Is Apple recruiting or poaching?

The news is full of “Apple poaching engineers…” headlines, the latest victim that made the news is the electric motorcycle start-up Mission Motors. The company has filed for bankruptcy and its former CEO Derek Kaufman believes Apple’s “aggressive recruitment” is to blame.

“Mission had a great group of engineers, specifically electric drive expertise, Apple knew that — they wanted it, and they went and got it.”

 This is not the first time that the Cupertino company has been accused of poaching, electric-car battery maker A123 Systems had sued Apple for poaching its engineers, the lawsuit alleged that since around June 2014, Apple had been luring away engineers responsible for some of the battery maker’s most important projects. According to the lawsuit, the move to Apple broke employee agreements with A123. A settlement was agreed and A123 is now owned by China’s Wanxiang Group.
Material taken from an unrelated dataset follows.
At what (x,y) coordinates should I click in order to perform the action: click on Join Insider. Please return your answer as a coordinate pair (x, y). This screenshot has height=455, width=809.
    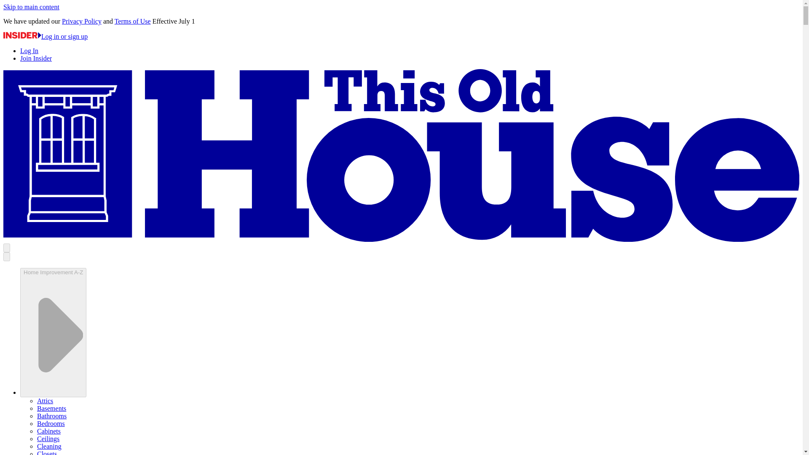
    Looking at the image, I should click on (36, 58).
 Skilled engineers are hard to find, tech companies know that losing talented employees could doom their projects, as in the case of Mission Motors. To protect themselves from talent-poaching, tech giants have apparently agreed to a kind of nonaggression pact. A lawsuit filed by an ex-employee, accused Apple, Google, Adobe and Intel of agreeing to keep wages low by not hiring each other’s workers between 2005 and 2009. The companies offered $415 million to settle the case, denying any wrongdoing.

 “We deny the allegations contained in the suit and we deny that we violated any laws or that we have any obligation to the plaintiff,” Intel spokesman Chuck Mulloy said in an emailed statement. “We elected to settle the matter in order to avoid the risk, burdens and uncertainty of ongoing litigation.”

 Apparently not everyone is admitted in this exclusive club, with the competition’s employees being unprotected game, the big guys can hunt on their premises as they wish. Tesla CEO Elon Musk told Bloomberg that Apple has been offering a $250,000 signing bonus plus a 60 percent raise to entice his engineers to come work for Apple instead.

 There are not many laws in the US regulating employee recruitment (except for discrimination), but when it is openly referred to as talent poaching then it is, as the word implies, illegally hunting on land that is not one’s own. Many may argue that it is a free land but if every startup with an innovative idea or product gets sucked dry by the big players with big money, then we are being deprived of the freedom of choice.